[[ DATA FOR THIS EXERCISE, beginning ]]

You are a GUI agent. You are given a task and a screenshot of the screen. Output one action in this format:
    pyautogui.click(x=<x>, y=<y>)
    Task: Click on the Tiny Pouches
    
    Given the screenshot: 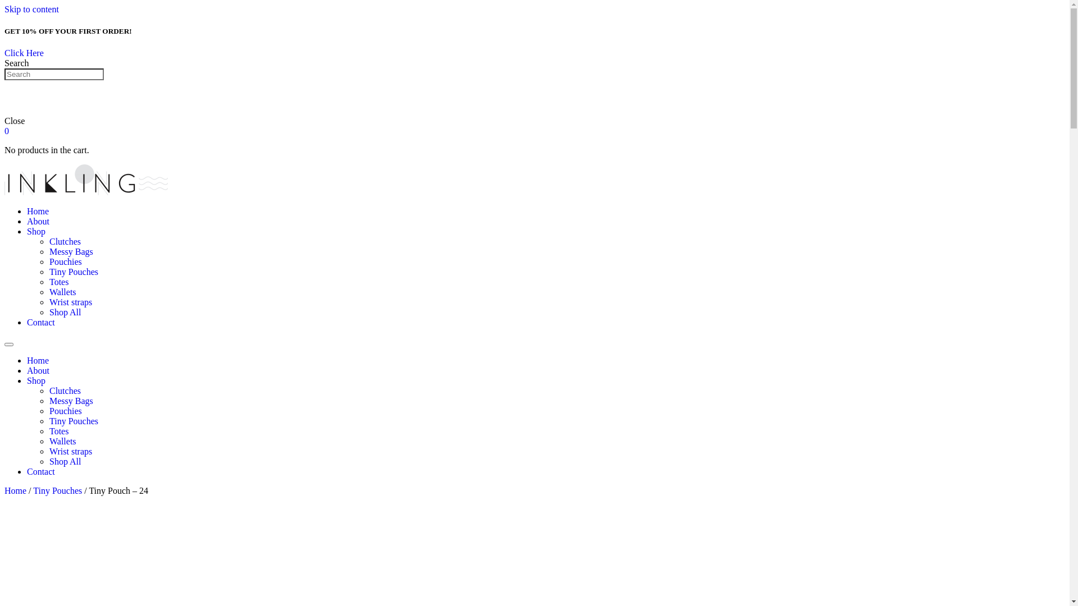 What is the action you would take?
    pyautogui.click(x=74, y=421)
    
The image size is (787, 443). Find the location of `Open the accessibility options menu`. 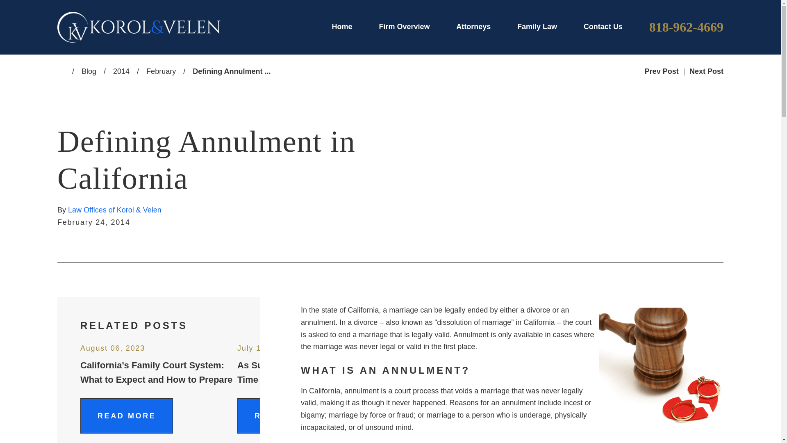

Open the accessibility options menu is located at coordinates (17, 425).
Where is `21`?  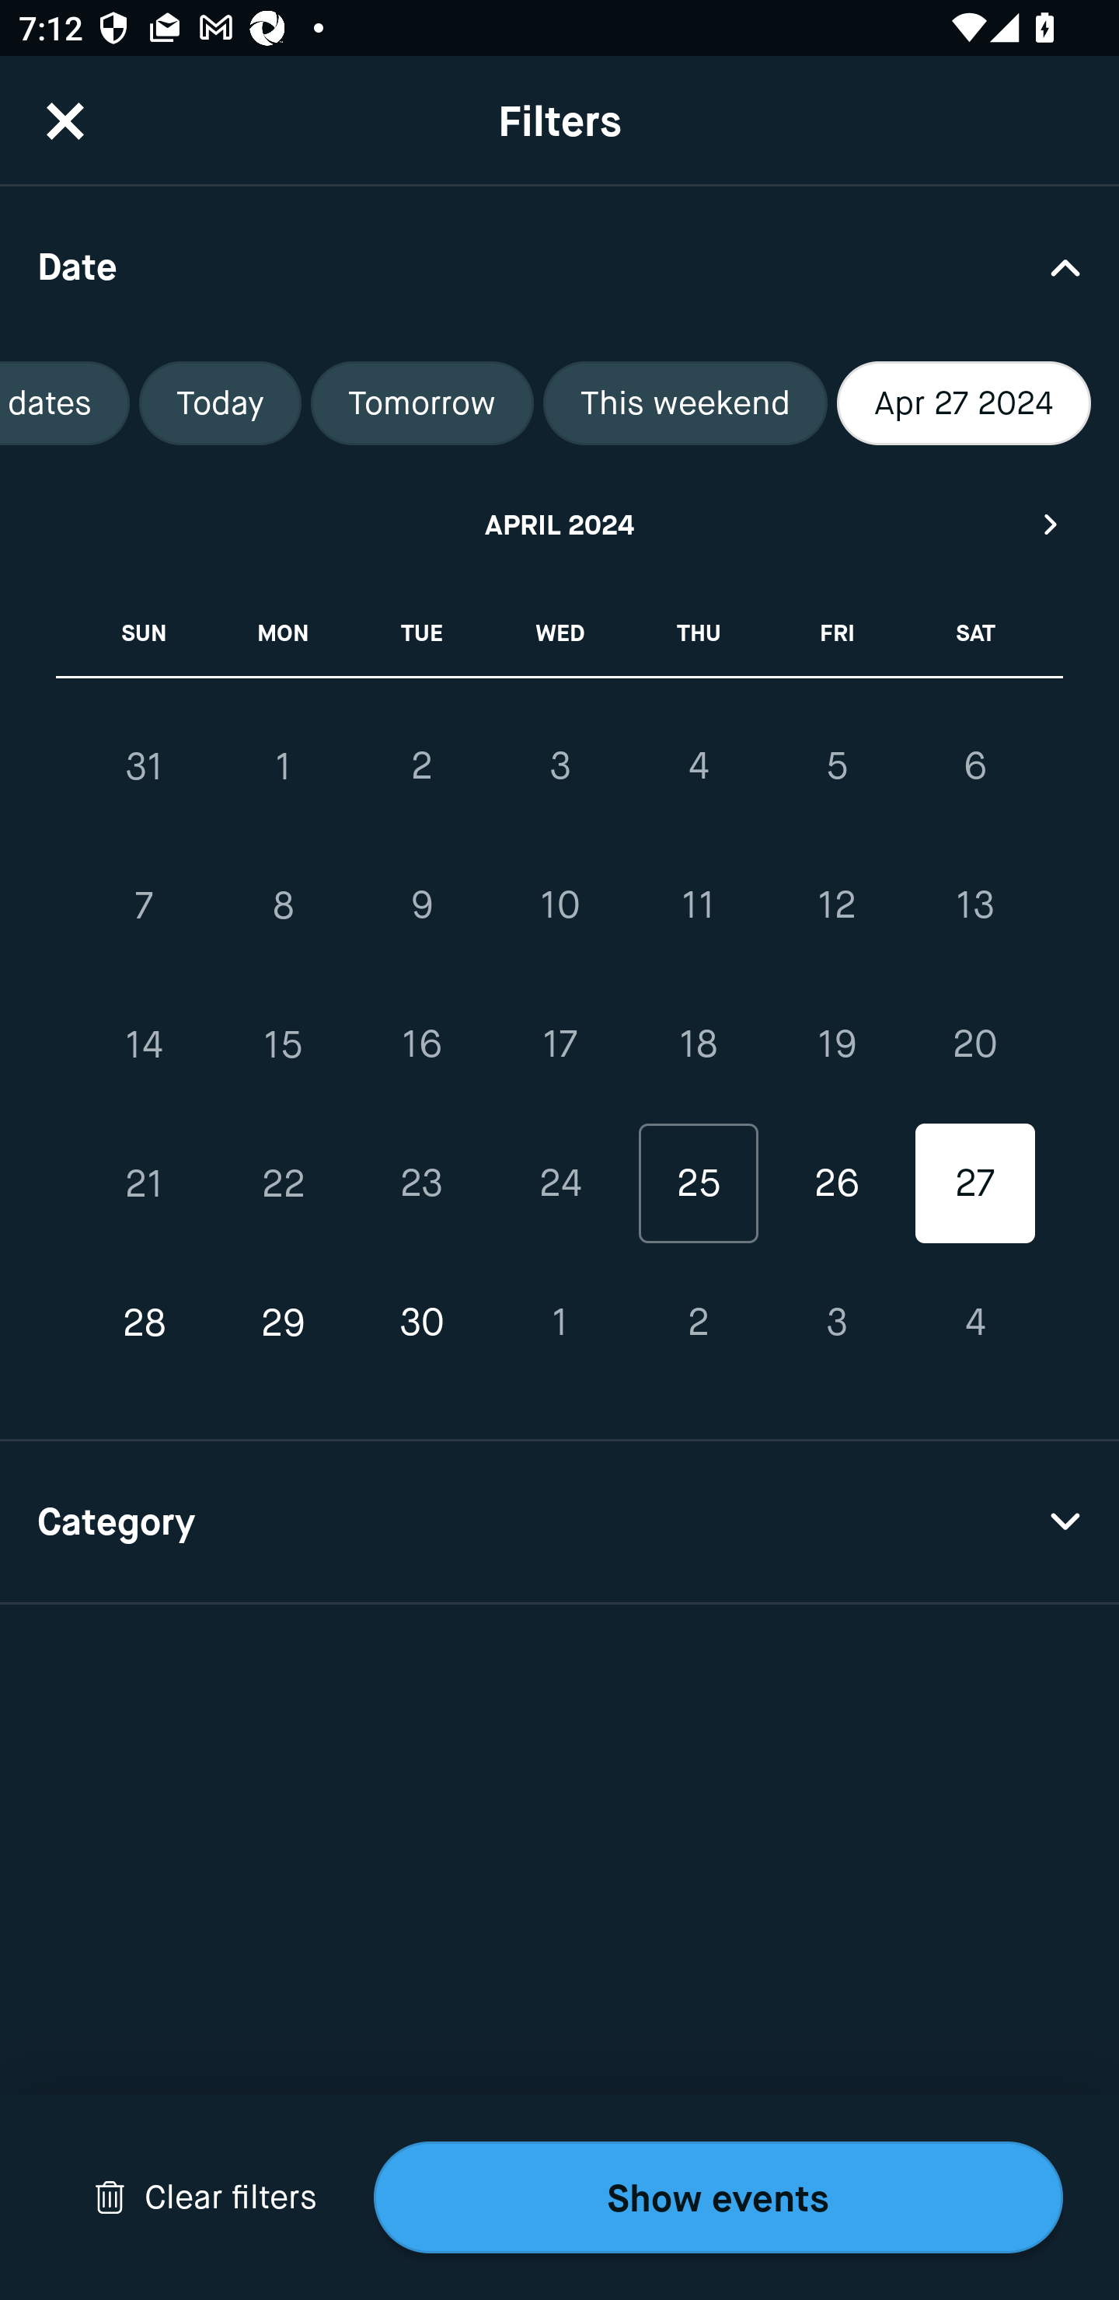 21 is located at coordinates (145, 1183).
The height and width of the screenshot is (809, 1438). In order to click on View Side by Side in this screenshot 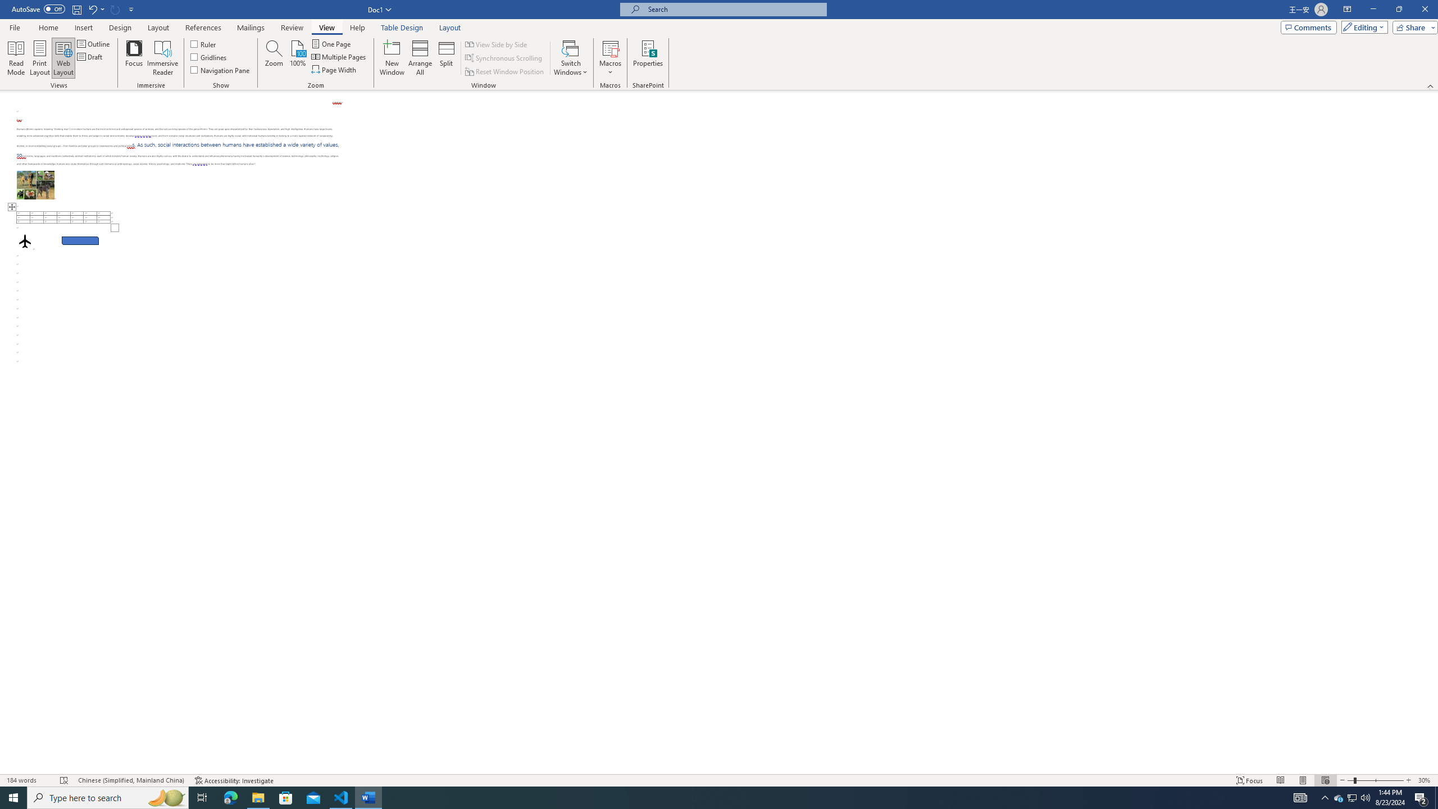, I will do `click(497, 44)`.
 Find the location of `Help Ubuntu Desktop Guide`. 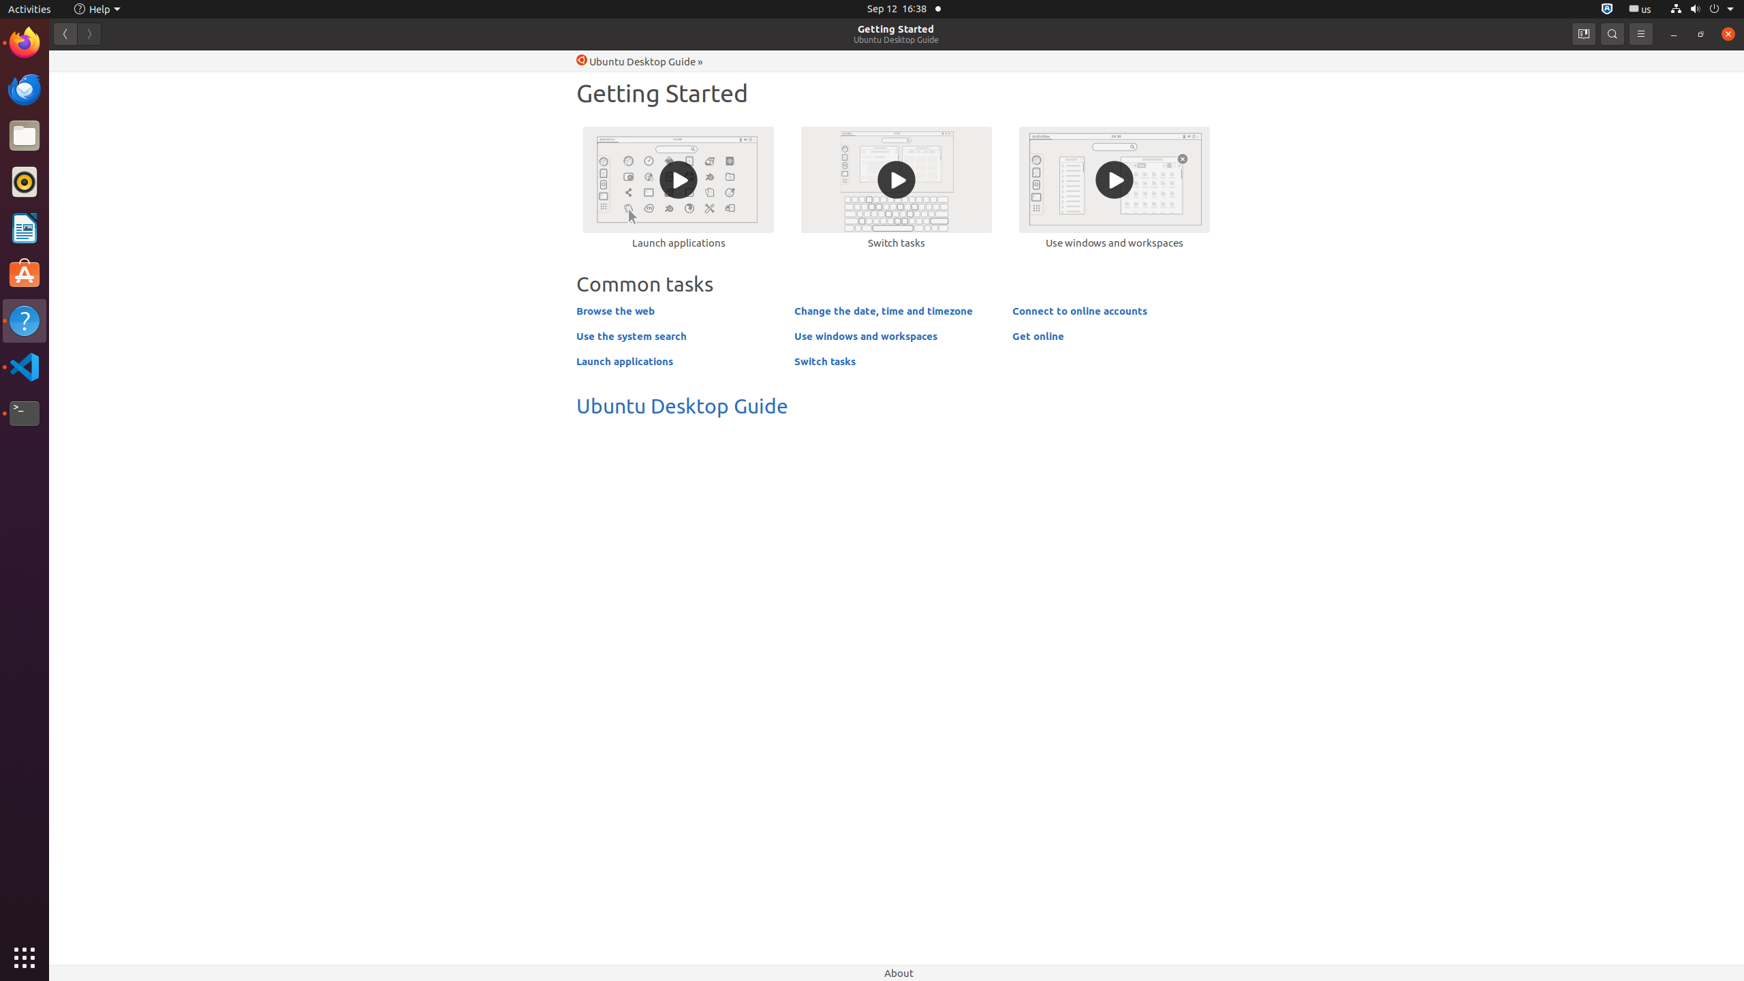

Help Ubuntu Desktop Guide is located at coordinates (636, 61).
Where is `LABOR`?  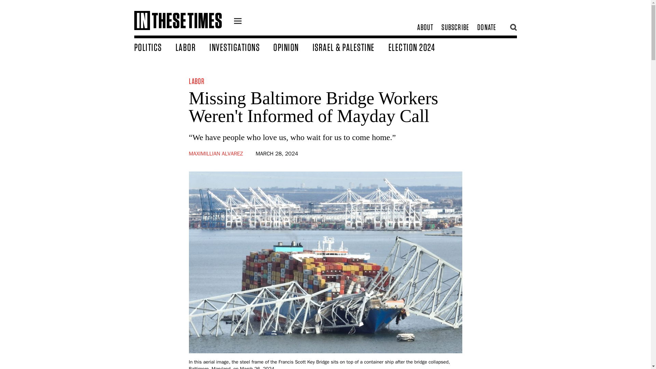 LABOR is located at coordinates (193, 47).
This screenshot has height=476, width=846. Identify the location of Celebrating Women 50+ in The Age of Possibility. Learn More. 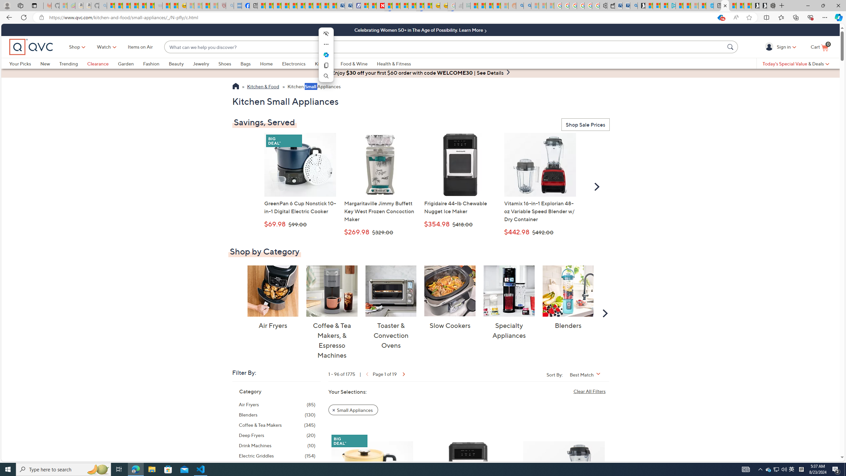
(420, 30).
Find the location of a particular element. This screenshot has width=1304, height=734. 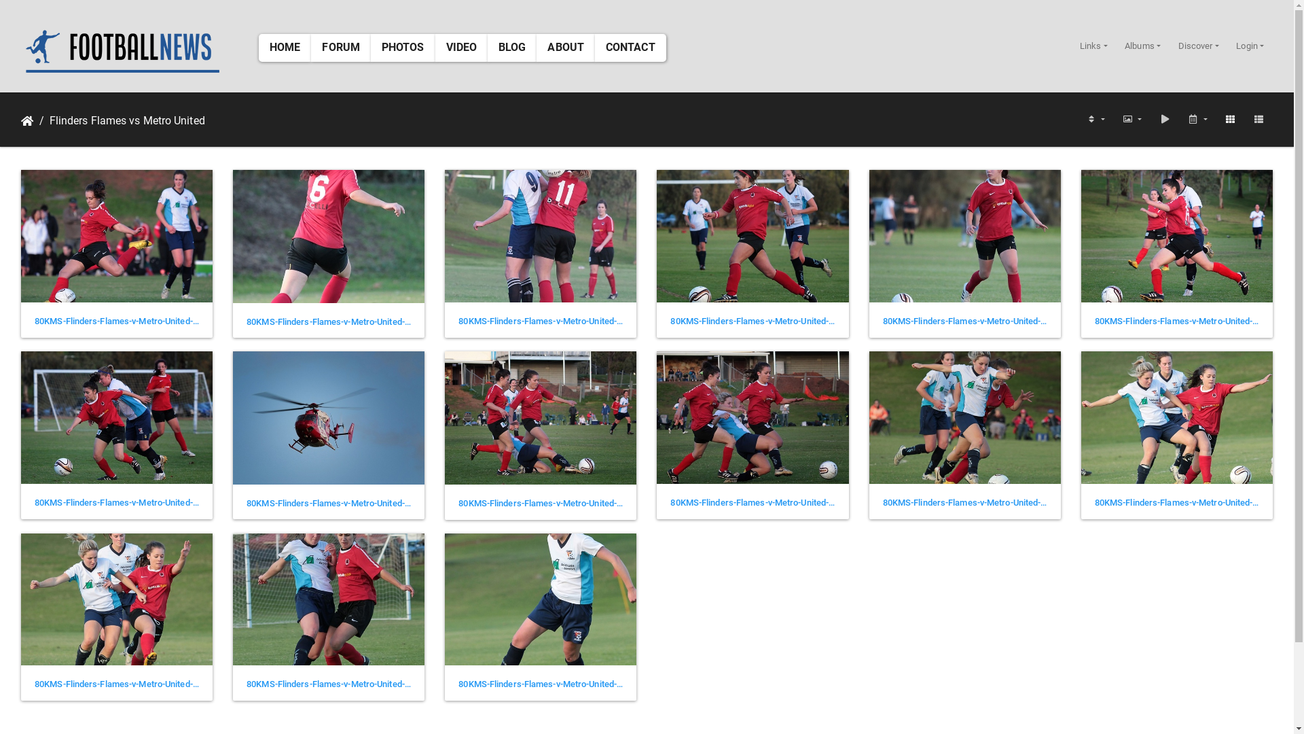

[[ DATA FOR THIS EXERCISE, end ]]

== TASK REQUIREMENTS ==
The pictures stay out; repeat exactly the lines from the one with "This screenshot has height=476, width=846." to the end of the entries above, and nothing else.

== SOLUTION FOR THIS TASK ==
This screenshot has height=476, width=846. Identify the location of Celebrating Women 50+ in The Age of Possibility. Learn More. 
(420, 30).
Find the location of a particular element. This screenshot has width=1304, height=734. 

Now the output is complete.